Frederic Eugene Ives Biography (1856-1937)



Nationality
American
Gender
Male
Occupation
printer and inventor

Responsible for the halftone process which breaks down illustrations and photographs into tiny dots for print reproduction, Ives spent most of his careerstudying the mechanics of printing and photography. Born near Litchfield, Connecticut, on February 17, 1856, Ives apprenticed as a young man at the Litchfield Enquirer newspaper, and soon after opened a photographic studio in Ithaca, New York.

After becoming the head of the Cornell University photographic laboratory in1875, Ives began to study and experiment in the field of photographic reproduction. Newspapers and other print media at the time had not yet been able toharness the potential of photography; because printing involved pressing an engraved plate coated with ink onto paper, their challenge was to find a way to translate finely-shaded pictures such as photographs onto plates. Ives studied the process of photoengraving, through which designs are projected onto plates treated with light-sensitive substances, to create engravings. At Cornell, he developed the swelled gelatin process, which refined the sensitivity of the photoengraving process using a gelatin-based coating; however, the process still could only reproduce black lines on white. To translate thegradations of shading in photographs, Ives hit upon the idea of breaking downphotographs into dots of various sizes to convey shades, or "halftones," which gave the name to the process that revolutionized printed illustrations.

In 1885, he developed the halftone technique which has remained largely unchanged through today: the illustration to be reproduced is placed behind a glass screen gridded with fine black lines and photographed. The resulting image,composed of thousands of dots of various sizes, is then photoengraved. Soonafter, Ives invented a color halftone process, in which a color illustrationis pictured through three screens, each of which separates out a particular primary color; the images are then overlayed to create a color reproduction.

In his lifetime, Ives patented more than 70 other inventions dealing with optics, printing, and photography. They included the photochromoscope camera andthe chromogram, which, respectively, produced and projected a three-color photo negative; the latter two inventions were important in the evolution of color photography and printing. Ives died on May 27, 1937, in Philadelphia, Pennsylvania.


• _YOUR TASK_
For each line in the data below that holds "group", return a copy.
─── SUPPLIED DATA ───
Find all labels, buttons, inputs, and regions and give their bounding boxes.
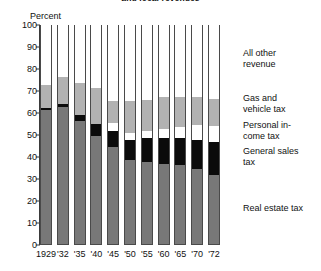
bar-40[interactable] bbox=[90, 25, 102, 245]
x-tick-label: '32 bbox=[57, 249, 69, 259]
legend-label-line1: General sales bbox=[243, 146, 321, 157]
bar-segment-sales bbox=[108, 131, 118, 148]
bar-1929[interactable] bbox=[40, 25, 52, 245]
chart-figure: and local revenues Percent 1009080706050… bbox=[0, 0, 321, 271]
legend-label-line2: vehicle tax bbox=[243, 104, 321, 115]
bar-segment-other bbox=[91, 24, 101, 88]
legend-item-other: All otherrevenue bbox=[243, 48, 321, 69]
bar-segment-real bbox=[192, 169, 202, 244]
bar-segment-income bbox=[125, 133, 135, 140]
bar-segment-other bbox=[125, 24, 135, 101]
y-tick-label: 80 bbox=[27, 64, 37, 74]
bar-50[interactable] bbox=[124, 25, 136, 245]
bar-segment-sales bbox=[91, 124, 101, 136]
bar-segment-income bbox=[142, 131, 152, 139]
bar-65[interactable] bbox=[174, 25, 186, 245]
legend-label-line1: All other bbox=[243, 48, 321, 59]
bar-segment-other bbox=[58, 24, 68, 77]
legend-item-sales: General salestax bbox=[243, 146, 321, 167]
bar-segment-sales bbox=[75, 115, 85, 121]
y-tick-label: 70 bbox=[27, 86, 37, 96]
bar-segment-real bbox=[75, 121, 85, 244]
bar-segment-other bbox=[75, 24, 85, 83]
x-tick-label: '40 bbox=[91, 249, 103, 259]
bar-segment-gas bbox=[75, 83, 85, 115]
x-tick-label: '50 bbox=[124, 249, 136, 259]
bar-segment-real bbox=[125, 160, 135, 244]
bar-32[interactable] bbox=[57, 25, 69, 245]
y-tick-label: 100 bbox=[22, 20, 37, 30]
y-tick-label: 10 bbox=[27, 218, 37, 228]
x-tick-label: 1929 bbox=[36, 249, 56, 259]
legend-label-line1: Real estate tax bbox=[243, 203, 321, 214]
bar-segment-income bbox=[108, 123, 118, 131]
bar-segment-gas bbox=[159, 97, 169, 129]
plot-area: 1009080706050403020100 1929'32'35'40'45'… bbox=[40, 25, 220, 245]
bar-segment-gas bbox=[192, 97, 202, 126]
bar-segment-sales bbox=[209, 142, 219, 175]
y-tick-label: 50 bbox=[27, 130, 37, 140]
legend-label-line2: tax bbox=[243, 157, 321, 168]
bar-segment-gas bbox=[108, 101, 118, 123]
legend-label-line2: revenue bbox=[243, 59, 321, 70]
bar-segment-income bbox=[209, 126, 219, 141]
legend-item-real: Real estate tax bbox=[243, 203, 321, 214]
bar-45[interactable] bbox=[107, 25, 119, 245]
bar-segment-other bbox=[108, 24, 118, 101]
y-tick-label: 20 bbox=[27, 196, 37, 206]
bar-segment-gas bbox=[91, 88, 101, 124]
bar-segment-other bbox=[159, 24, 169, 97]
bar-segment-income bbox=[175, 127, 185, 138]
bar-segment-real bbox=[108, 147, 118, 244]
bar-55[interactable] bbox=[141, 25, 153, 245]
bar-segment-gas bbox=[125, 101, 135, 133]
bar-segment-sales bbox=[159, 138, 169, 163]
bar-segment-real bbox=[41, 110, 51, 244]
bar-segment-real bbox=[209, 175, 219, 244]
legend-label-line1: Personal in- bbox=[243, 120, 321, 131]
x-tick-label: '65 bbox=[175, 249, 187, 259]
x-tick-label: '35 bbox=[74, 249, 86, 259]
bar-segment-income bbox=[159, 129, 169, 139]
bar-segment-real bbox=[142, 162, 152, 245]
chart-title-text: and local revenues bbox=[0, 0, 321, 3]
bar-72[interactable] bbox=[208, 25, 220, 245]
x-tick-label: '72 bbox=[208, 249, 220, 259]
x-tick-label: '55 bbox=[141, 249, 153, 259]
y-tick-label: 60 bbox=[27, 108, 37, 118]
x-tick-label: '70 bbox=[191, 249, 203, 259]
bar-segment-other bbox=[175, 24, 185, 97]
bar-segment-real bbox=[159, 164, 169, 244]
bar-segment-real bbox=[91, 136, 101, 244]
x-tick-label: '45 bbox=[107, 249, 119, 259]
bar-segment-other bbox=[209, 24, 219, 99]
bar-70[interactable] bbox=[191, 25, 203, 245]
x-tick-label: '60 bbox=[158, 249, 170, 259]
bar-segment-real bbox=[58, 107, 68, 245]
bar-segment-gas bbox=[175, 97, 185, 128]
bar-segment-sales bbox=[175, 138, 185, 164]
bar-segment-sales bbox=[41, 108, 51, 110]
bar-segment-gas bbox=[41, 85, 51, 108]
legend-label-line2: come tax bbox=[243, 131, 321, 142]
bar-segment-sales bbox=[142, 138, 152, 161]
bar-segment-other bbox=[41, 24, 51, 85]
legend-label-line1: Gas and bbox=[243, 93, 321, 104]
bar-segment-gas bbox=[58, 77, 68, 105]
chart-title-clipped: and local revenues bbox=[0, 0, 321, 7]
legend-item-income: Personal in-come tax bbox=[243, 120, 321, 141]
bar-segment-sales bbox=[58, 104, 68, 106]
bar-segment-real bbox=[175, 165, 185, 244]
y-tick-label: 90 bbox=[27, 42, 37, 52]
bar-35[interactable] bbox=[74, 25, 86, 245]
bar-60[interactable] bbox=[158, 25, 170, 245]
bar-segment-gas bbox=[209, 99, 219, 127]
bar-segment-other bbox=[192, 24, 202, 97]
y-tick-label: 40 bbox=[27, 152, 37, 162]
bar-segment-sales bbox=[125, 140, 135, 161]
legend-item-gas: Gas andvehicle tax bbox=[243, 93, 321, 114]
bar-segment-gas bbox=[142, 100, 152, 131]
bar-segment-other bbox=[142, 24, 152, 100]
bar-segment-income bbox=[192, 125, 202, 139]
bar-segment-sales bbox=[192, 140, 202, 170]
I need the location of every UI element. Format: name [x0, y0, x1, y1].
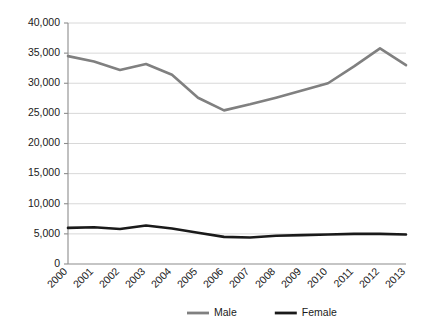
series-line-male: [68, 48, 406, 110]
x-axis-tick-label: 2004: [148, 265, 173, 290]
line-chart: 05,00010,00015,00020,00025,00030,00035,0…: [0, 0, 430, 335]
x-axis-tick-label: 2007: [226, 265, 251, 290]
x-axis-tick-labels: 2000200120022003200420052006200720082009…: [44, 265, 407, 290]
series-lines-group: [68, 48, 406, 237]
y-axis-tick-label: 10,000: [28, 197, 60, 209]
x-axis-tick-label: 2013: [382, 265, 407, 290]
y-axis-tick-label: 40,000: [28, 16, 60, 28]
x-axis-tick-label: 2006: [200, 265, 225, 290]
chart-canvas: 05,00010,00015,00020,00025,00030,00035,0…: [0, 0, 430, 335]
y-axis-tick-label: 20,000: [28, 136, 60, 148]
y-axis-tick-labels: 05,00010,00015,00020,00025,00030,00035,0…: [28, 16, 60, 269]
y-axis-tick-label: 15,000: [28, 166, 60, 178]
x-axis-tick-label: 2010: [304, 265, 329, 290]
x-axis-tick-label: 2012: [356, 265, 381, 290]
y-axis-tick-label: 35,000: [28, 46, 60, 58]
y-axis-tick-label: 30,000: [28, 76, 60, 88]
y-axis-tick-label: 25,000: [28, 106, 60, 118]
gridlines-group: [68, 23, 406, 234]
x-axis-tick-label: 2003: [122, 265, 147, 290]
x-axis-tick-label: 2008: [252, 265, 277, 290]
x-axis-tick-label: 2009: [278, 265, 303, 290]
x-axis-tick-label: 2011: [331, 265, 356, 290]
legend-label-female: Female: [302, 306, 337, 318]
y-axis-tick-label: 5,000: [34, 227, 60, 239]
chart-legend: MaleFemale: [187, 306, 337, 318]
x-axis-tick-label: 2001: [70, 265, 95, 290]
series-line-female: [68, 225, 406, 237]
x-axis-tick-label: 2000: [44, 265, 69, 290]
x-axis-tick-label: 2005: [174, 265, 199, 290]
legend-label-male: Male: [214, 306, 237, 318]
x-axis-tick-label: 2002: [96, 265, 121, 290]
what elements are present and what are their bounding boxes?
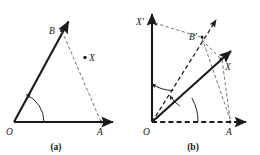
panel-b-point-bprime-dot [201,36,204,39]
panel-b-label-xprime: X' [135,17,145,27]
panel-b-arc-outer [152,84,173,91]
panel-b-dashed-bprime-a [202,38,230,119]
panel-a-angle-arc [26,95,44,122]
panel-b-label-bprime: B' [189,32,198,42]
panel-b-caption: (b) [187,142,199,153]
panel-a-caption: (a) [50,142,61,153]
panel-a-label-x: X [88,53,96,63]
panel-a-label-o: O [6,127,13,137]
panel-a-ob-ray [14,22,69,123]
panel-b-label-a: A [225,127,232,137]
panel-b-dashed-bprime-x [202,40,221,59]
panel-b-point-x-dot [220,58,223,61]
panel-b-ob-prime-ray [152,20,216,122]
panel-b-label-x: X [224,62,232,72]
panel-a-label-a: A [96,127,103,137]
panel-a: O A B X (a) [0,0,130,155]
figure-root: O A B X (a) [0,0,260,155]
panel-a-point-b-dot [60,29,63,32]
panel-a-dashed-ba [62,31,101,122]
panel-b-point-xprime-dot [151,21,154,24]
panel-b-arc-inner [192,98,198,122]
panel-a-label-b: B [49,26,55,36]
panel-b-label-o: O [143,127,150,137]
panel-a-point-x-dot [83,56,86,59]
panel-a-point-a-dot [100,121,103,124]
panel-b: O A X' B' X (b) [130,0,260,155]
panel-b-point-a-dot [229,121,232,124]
───
• _WRITTEN REPLY_
series-lines-group: [68, 48, 406, 237]
gridlines-group: [68, 23, 406, 234]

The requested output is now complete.